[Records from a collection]
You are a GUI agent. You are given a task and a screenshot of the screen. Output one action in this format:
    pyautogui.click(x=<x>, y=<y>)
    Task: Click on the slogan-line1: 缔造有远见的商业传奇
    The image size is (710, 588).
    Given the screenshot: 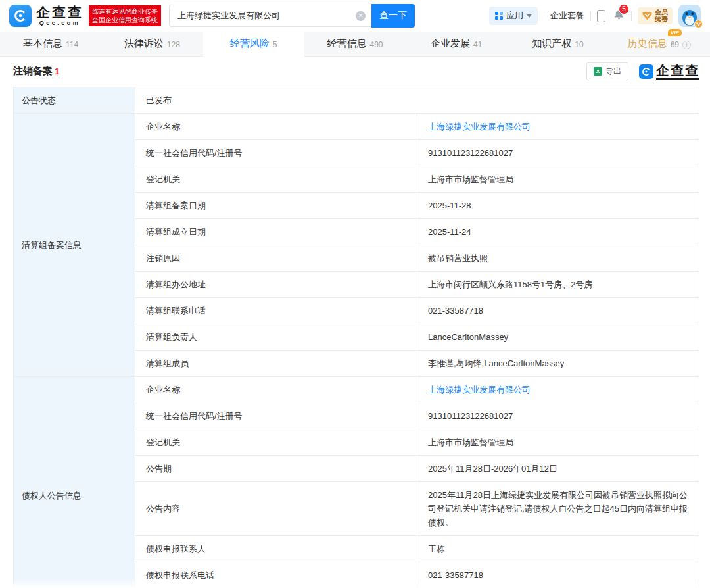 What is the action you would take?
    pyautogui.click(x=125, y=12)
    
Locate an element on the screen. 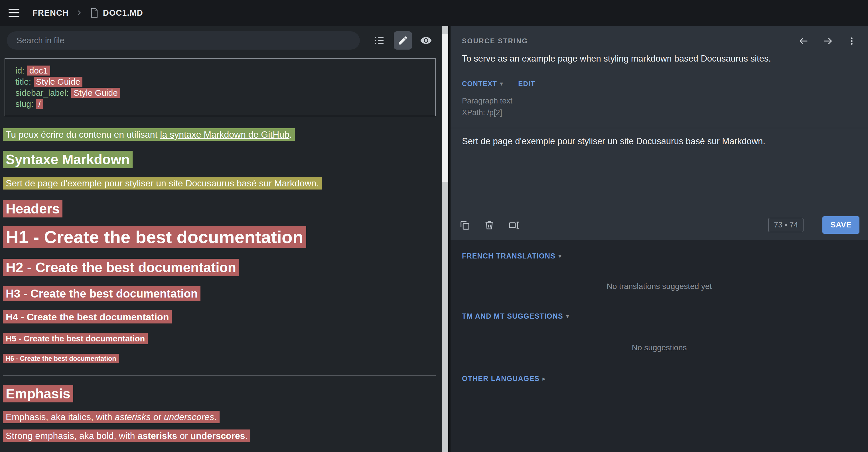 This screenshot has height=452, width=868. preview-eye-icon is located at coordinates (426, 40).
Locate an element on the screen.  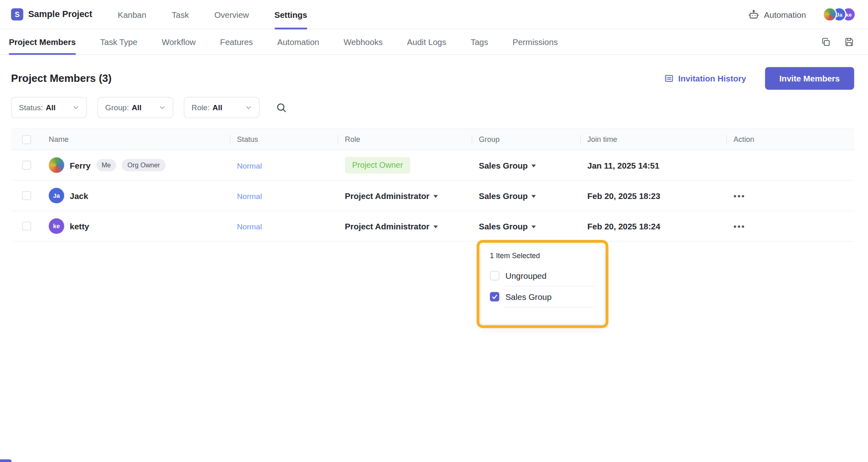
robot-icon is located at coordinates (754, 15).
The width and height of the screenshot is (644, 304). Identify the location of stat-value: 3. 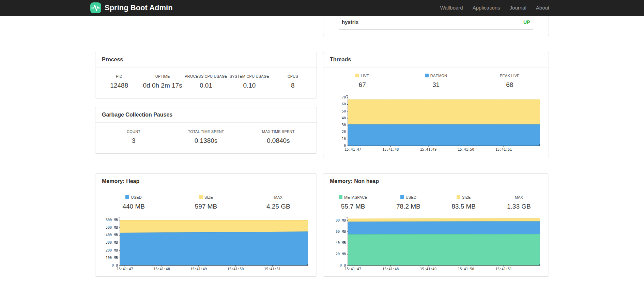
(134, 141).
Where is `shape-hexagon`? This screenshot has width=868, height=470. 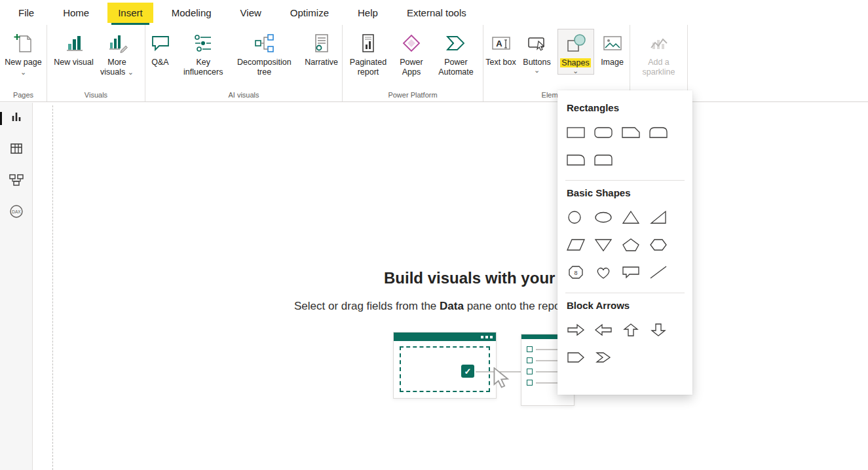
shape-hexagon is located at coordinates (663, 245).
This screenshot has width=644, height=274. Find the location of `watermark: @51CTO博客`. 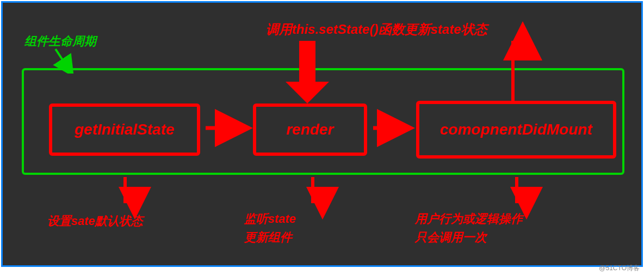

watermark: @51CTO博客 is located at coordinates (619, 268).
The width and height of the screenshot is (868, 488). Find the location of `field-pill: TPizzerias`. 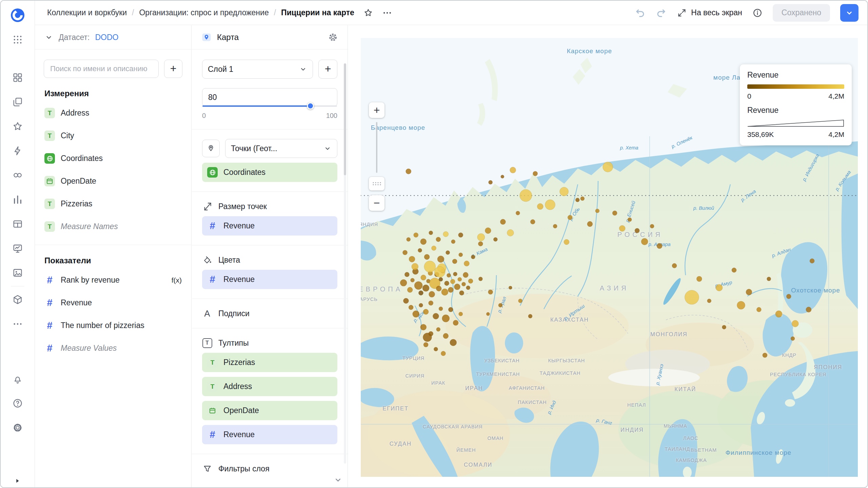

field-pill: TPizzerias is located at coordinates (270, 363).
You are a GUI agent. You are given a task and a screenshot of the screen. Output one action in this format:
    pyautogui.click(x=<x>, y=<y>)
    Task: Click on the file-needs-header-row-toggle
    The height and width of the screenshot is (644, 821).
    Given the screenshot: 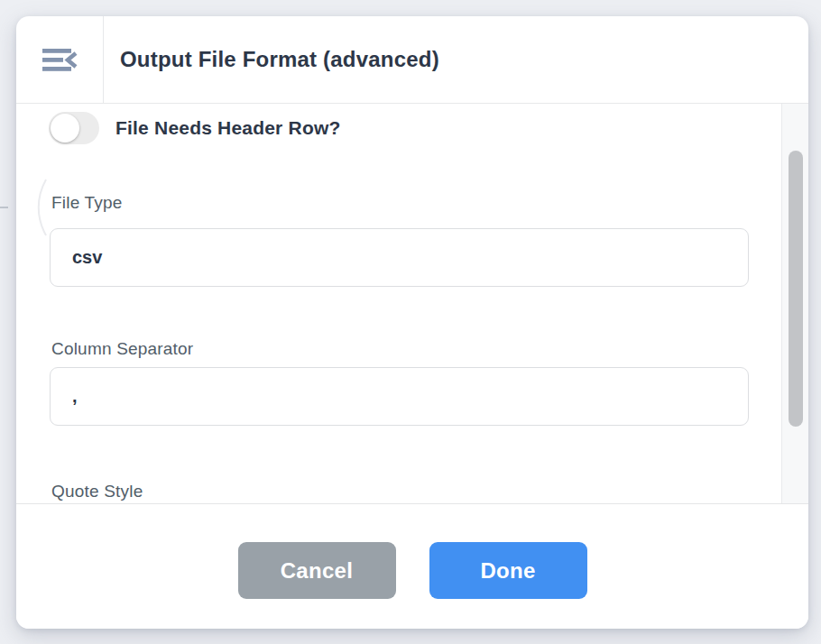 What is the action you would take?
    pyautogui.click(x=74, y=128)
    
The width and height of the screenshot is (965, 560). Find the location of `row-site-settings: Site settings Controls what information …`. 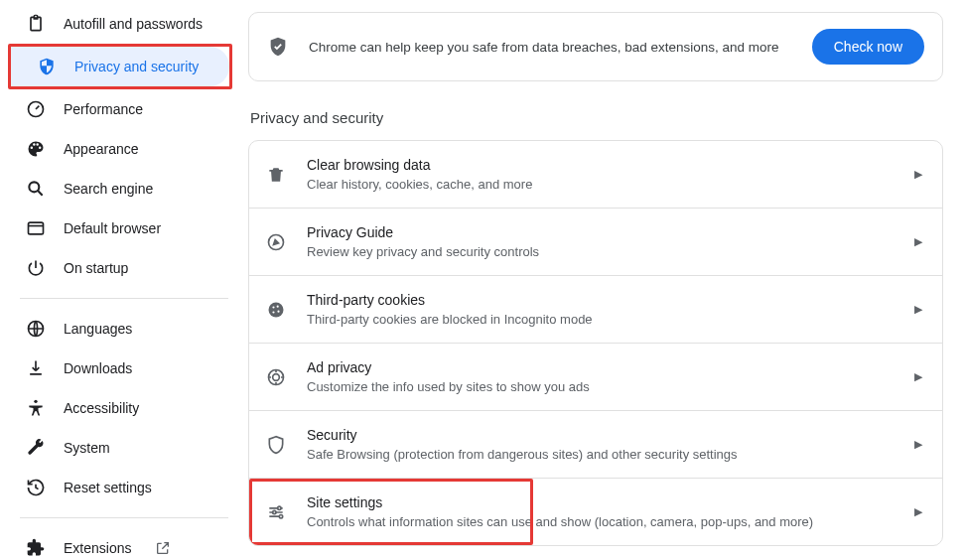

row-site-settings: Site settings Controls what information … is located at coordinates (596, 512).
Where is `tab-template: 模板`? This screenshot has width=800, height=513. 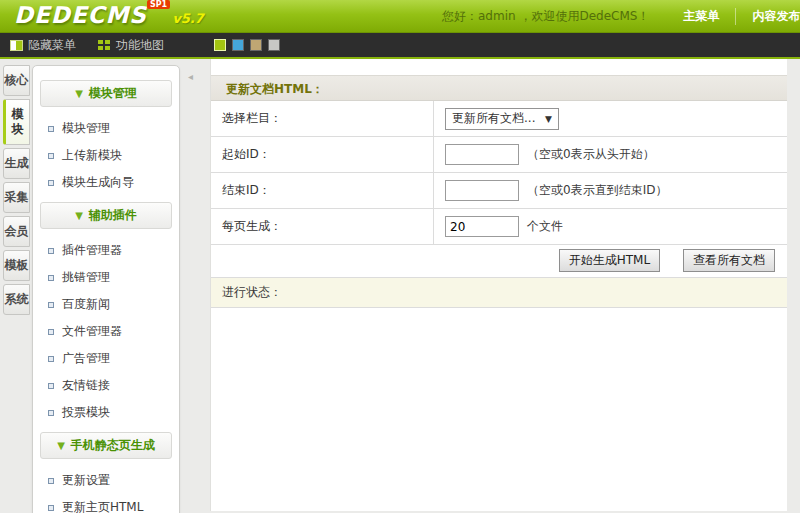
tab-template: 模板 is located at coordinates (16, 266).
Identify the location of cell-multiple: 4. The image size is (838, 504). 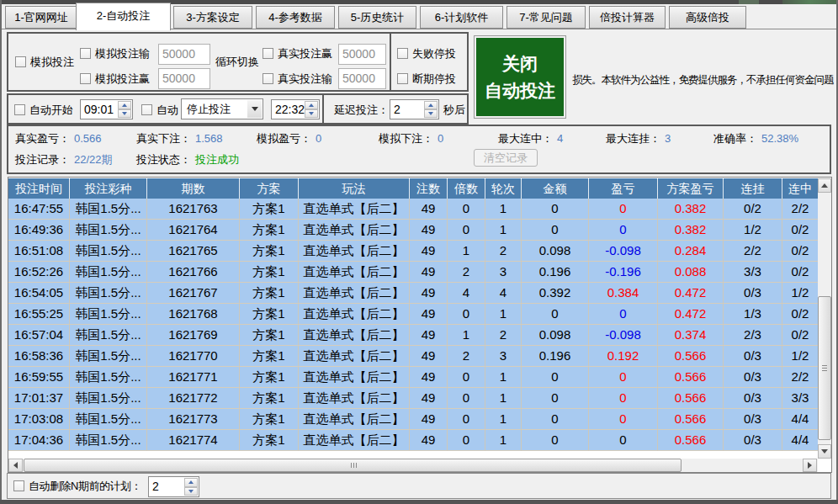
(466, 293).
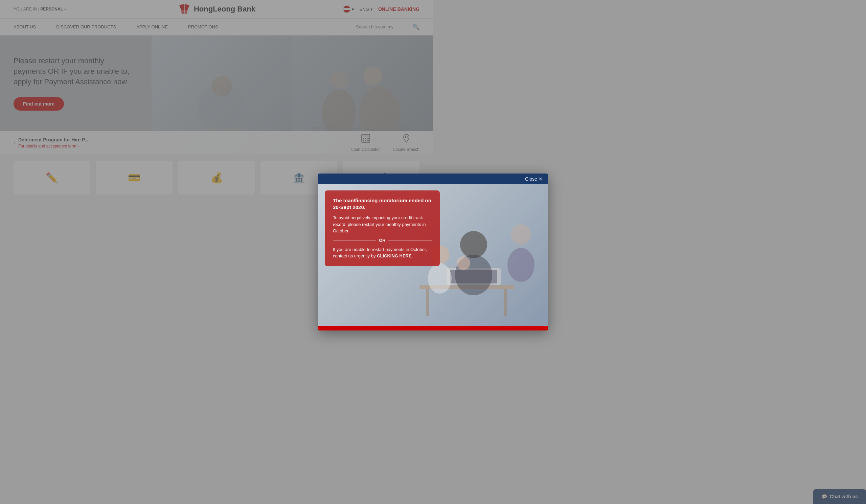 This screenshot has width=866, height=504. What do you see at coordinates (355, 240) in the screenshot?
I see `divider-line-left` at bounding box center [355, 240].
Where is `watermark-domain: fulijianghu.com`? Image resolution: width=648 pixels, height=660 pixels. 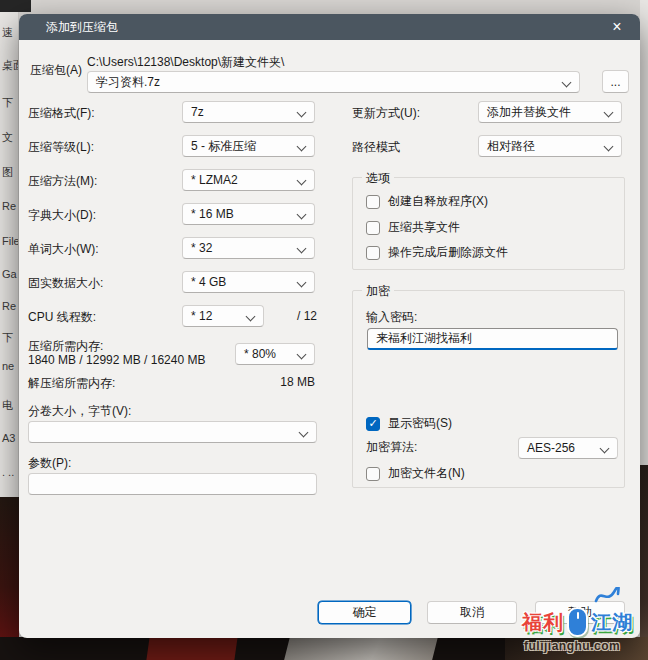 watermark-domain: fulijianghu.com is located at coordinates (572, 646).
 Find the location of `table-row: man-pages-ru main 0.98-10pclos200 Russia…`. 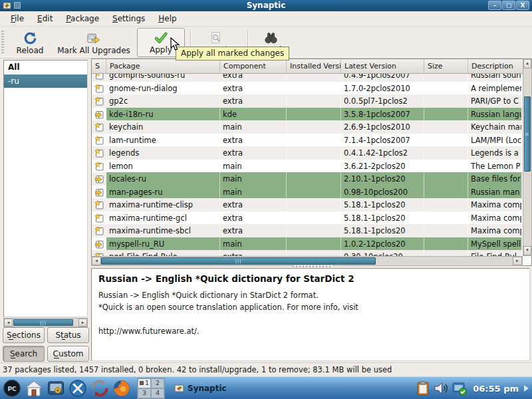

table-row: man-pages-ru main 0.98-10pclos200 Russia… is located at coordinates (307, 192).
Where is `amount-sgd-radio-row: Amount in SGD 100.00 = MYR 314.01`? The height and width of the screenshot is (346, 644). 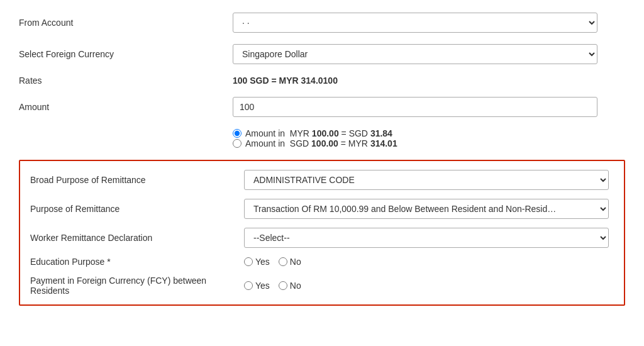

WHAT TO DO:
Take the lines from the top of the data through the one that contains "The image size is (710, 588)." and copy them exactly, leaving out every line after it.

WRITTEN SOLUTION:
You are a GUI agent. You are given a task and a screenshot of the screen. Output one action in this format:
    pyautogui.click(x=<x>, y=<y>)
    Task: Click on the slogan-line1: 缔造有远见的商业传奇
    The image size is (710, 588).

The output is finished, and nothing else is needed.